Speaking before about 25 people in Carroll Thursday, Democratic presidential candidate Christopher Dodd said the U.S. war in Iraq will have a generational impact.
“We send 19-year-olds to die and we ask 2-year-olds to pick up the tab,” Dodd said.
The Connecticut senator, who became a father later in life, showed reporters photos of his two young children as he elaborated on his comments to the crowd at the Carroll Moose Lodge.
Dodd, who sits in single digits in the polls in an otherwise celebrity-lighted field led nationally by Hillary Clinton and Barack Obama, made the case that Iowans are traditionally immune to the pull of polls, the lure of the famous.
With 11 offices and 80 staff people on the ground in Iowa, Dodd argues that he can still make a move before the Jan. 3 caucuses.
“I’ve got a lot of room for expectations,” Dodd said.
Some of Dodd’s strongest comments in the event came when he criticized Clinton, a U.S. senator from New York, for voting in favor of a measure that identifies the Iranian Revolutionary Guard as a terrorist organization.
Dodd said the measure, passed overwhelmingly in the U.S. Senate, but without his vote or that of Sen. Joe Biden, D-Del., another presidential candidate, sets the table for a Bush administration military move into Iran. Dodd noted that Sen. Barack Obama, D-Ill., missed that vote as he was campaigning in New Hampshire.
“There’s a third choice,” Dodd said. “Here I am. I voted right that day.”
Dodd expressed concern that some of the other Democratic candidates, including front-runner Clinton, were reluctant to pledge a pullout of Iraq by 2013 in a recent debate.
“Even President Bush hasn’t talked about 2013,” Dodd said.
Dodd said he is uneasy with a federalization plan for Iraq developed by his friend Biden. Dodd argues the United States should not be involved in deciding the political climate in Iraq, “taking out crayons” and drawing lines as the British did.
In more criticism of the Bush administration, Dodd said the United States does not strengthen itself by eliminating the rights of American citizens or others with wiretapping, secret prisons, torture and what he called the politicization of the Justice Department.
“I fundamentally reject that idea,” Dodd said.
Dodd, a former member of the Peace Corps, is calling for a national service program that, among other things, requires volunteer work for high school graduation.
A son of Thomas Dodd, a U.S. senator and American lawyer at the Nuremberg Nazi trials, Chris Dodd heard President John F. Kennedy’s inaugural speech live.
“He asked a generation of us to be involved in something larger than ourselves,” Dodd said.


Reproduce exactly the line that contains "Click and drag" and every line after it through the end of the records below, leaving out all pictures.
*** RECORDS TO USE ***
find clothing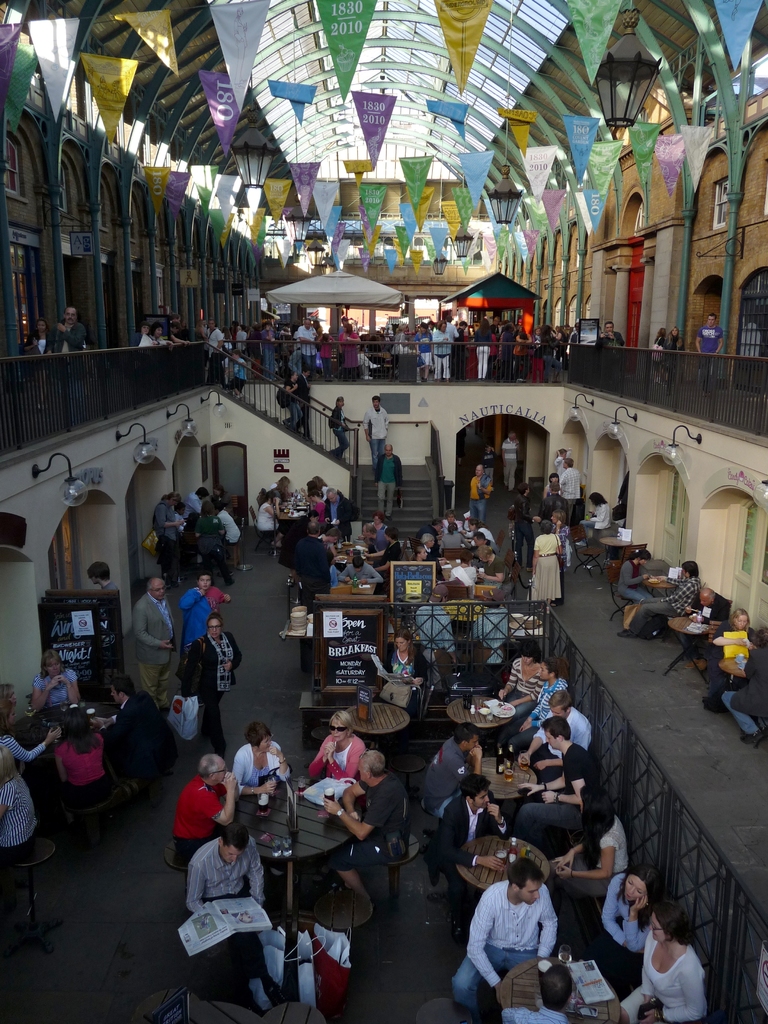
detection(536, 486, 570, 521)
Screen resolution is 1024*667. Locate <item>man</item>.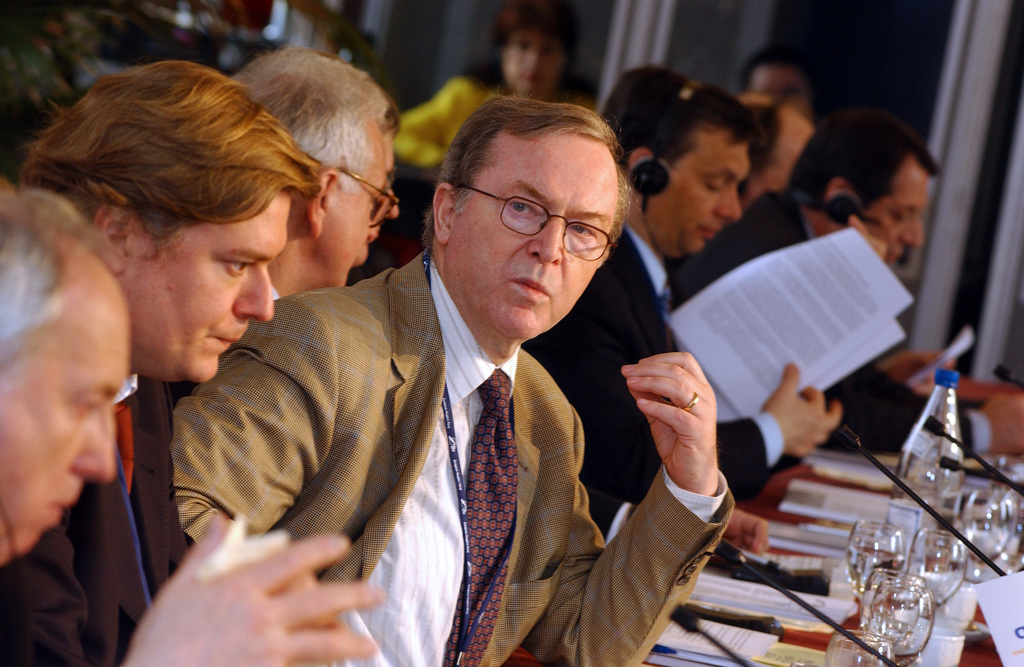
crop(0, 58, 320, 666).
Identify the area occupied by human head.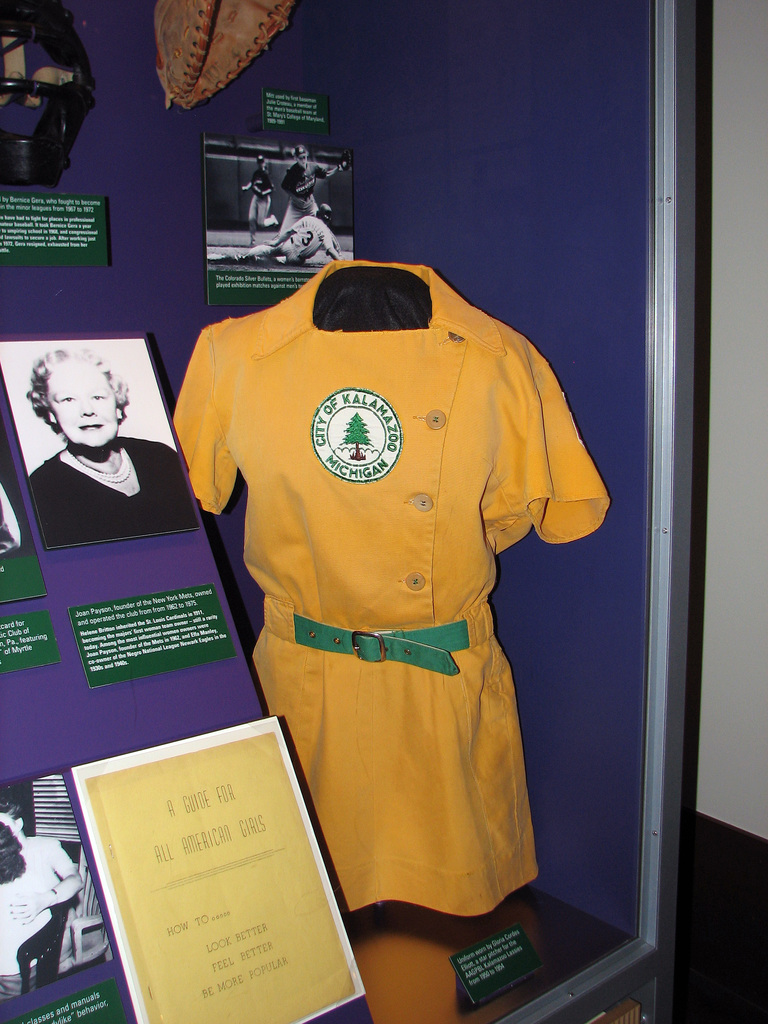
Area: Rect(17, 340, 129, 444).
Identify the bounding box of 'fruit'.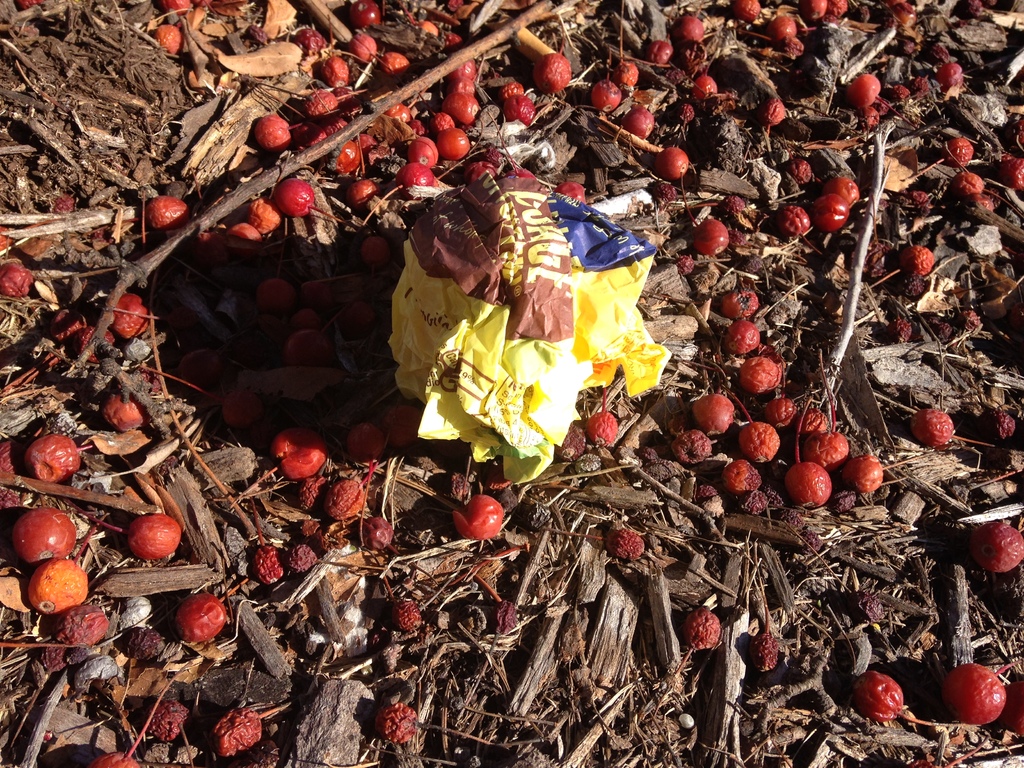
x1=99 y1=393 x2=140 y2=437.
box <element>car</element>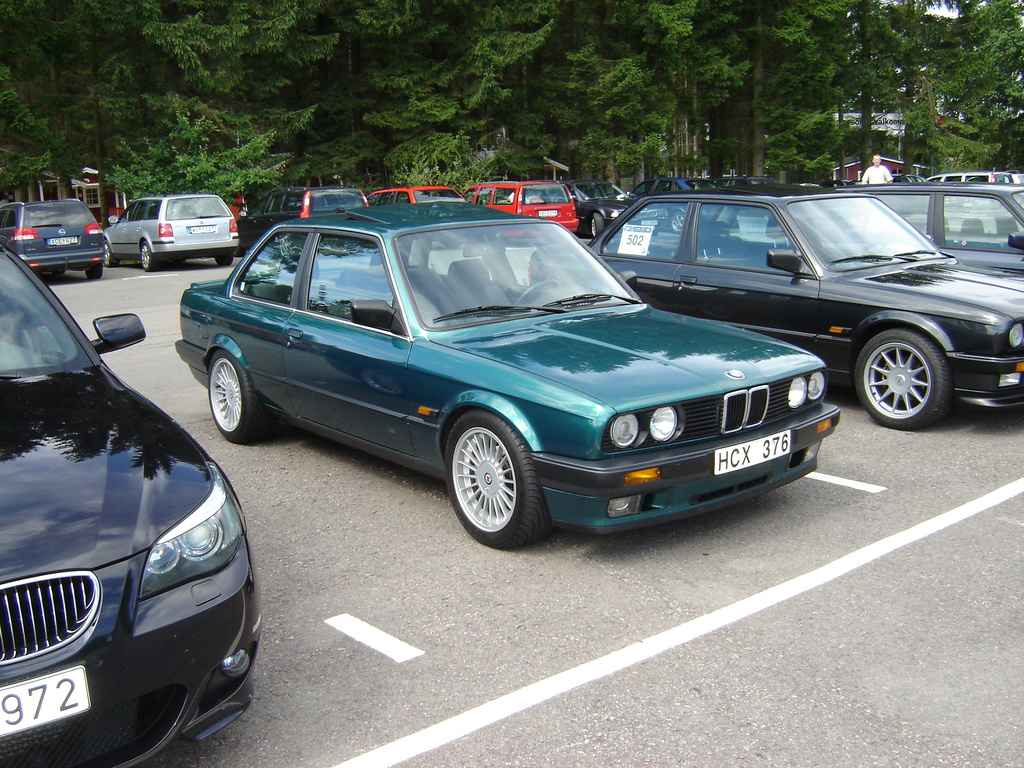
[1, 203, 106, 290]
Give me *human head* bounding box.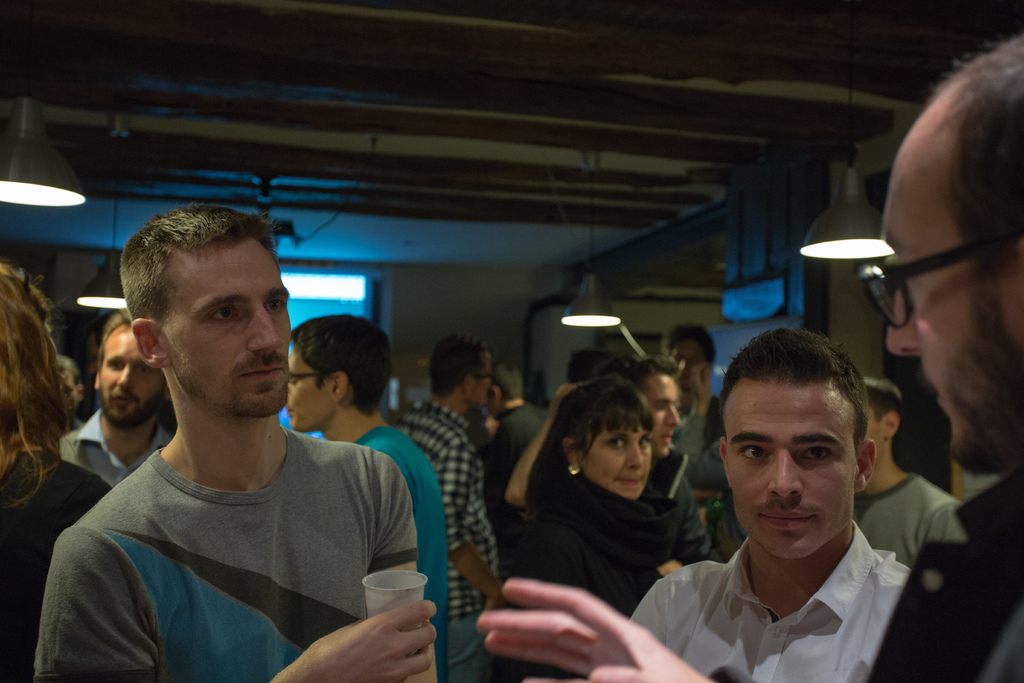
[0, 262, 86, 457].
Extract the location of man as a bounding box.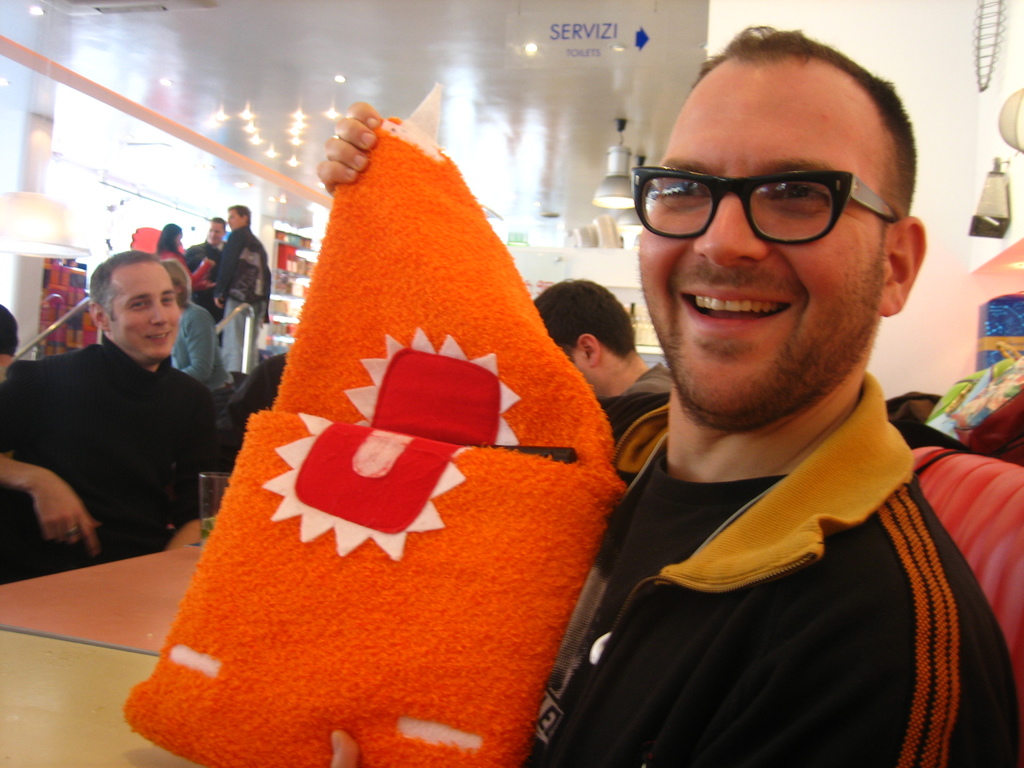
crop(0, 303, 19, 374).
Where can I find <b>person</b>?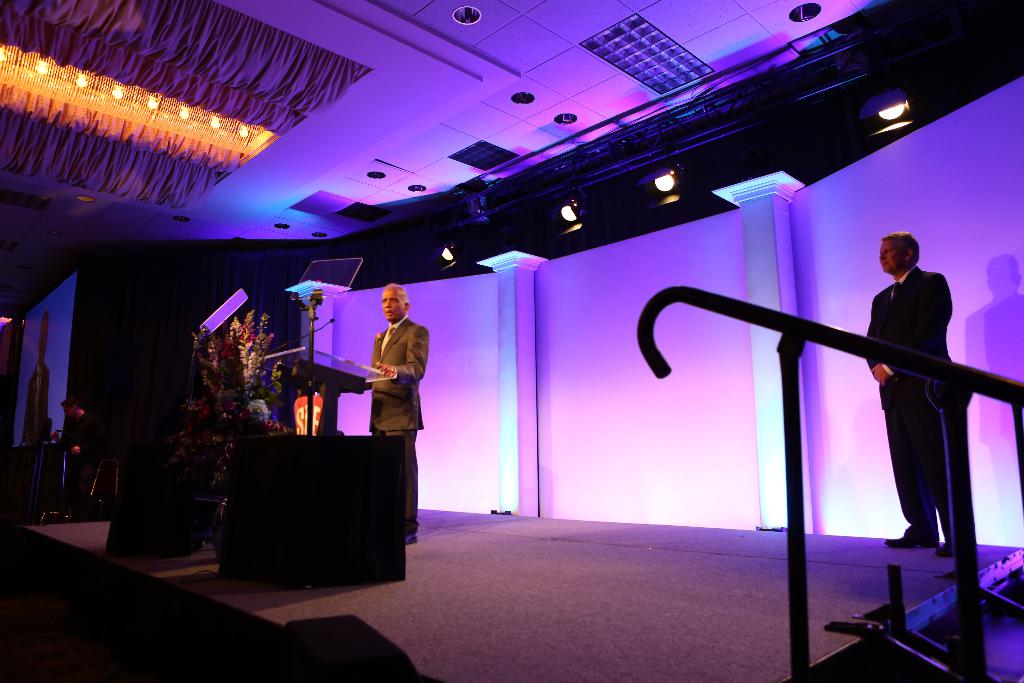
You can find it at BBox(49, 394, 100, 516).
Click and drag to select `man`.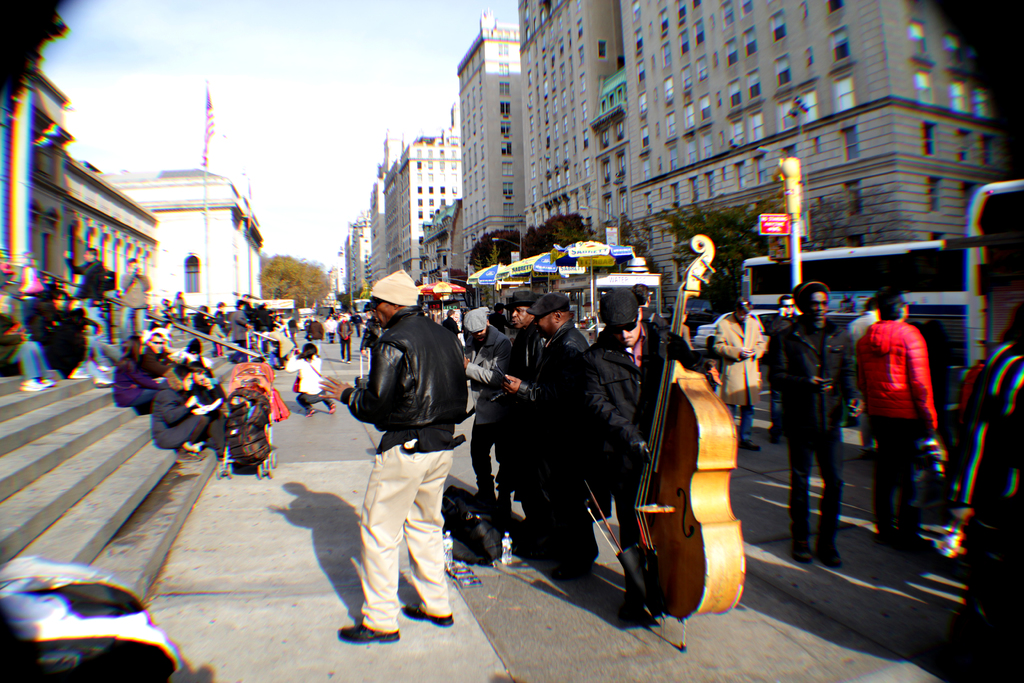
Selection: rect(459, 309, 515, 520).
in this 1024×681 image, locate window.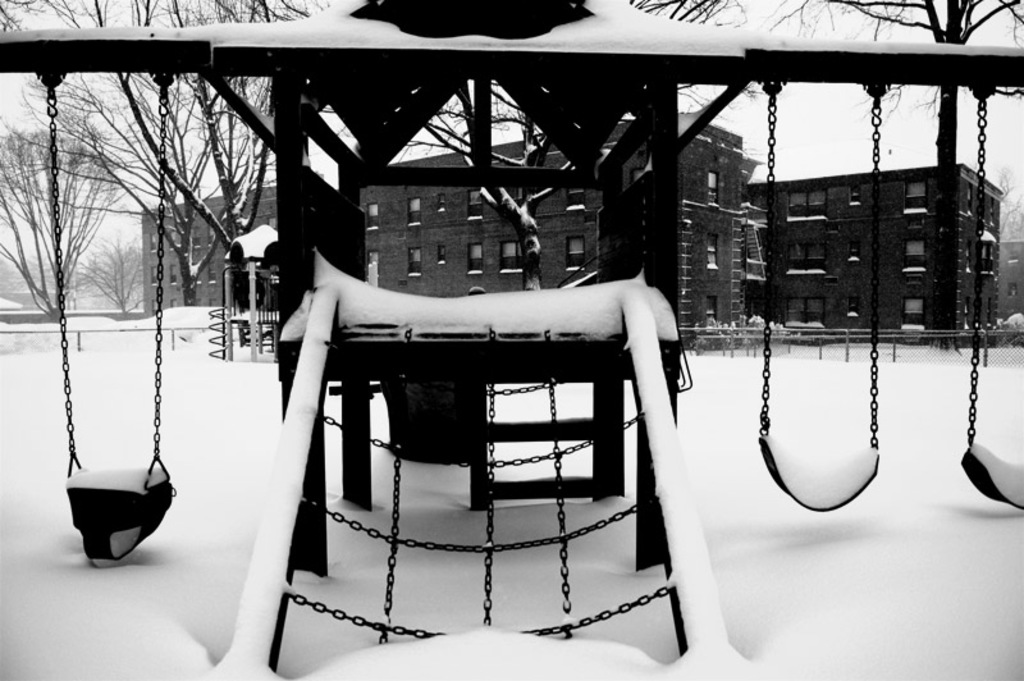
Bounding box: 364, 202, 376, 232.
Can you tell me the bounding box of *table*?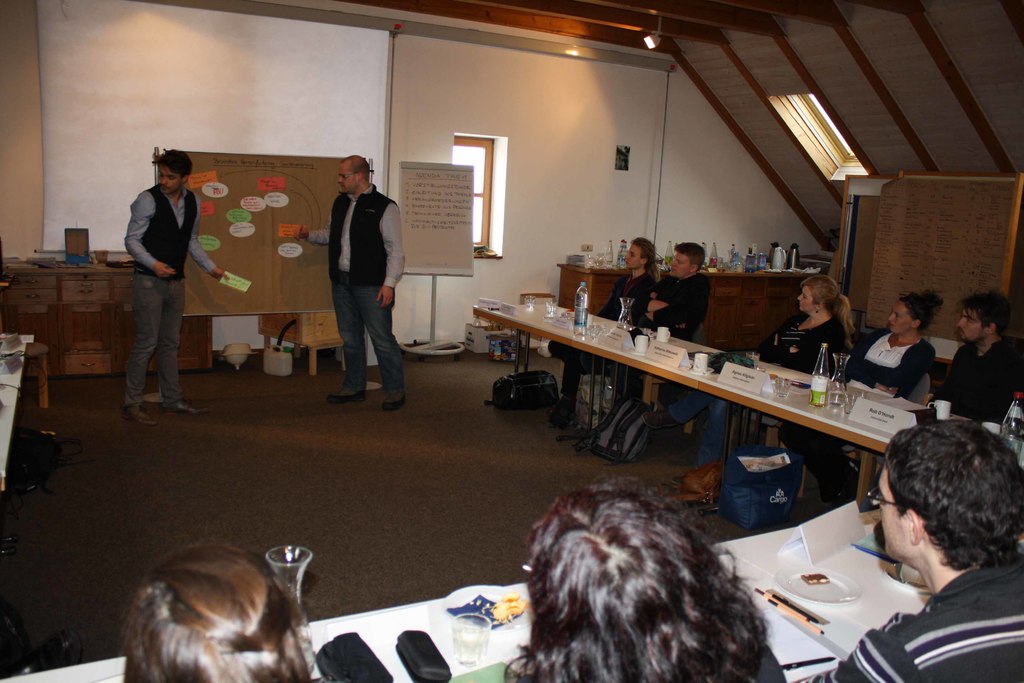
[0,452,924,682].
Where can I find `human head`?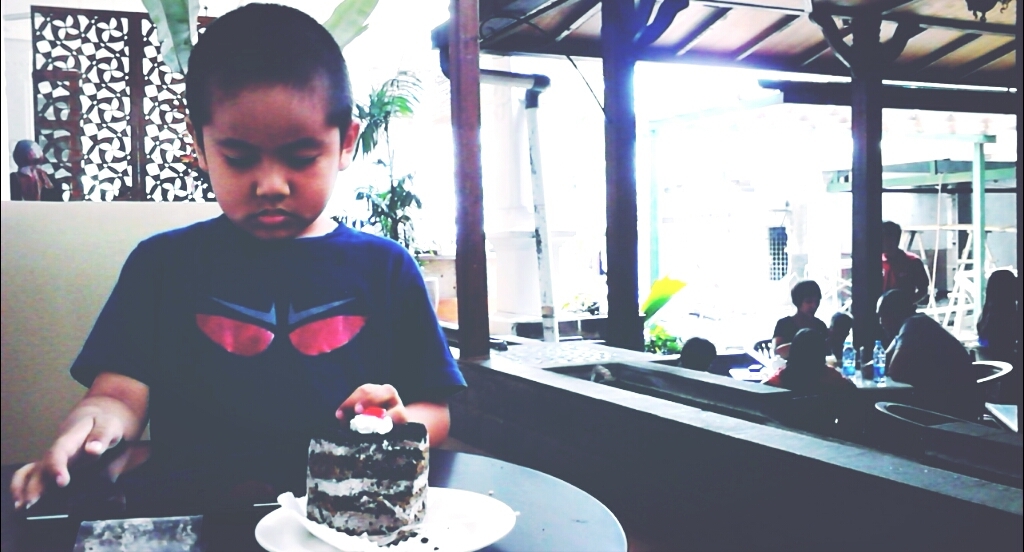
You can find it at Rect(873, 289, 913, 336).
***
* [RESPONSE]:
Click and drag to select `man`.
Selection: rect(459, 309, 515, 520).
in this 1024×681 image, locate window.
Bounding box: 364, 202, 376, 232.
Can you tell me the bounding box of *table*?
[0,452,924,682].
Where can I find `human head`?
You can find it at Rect(873, 289, 913, 336).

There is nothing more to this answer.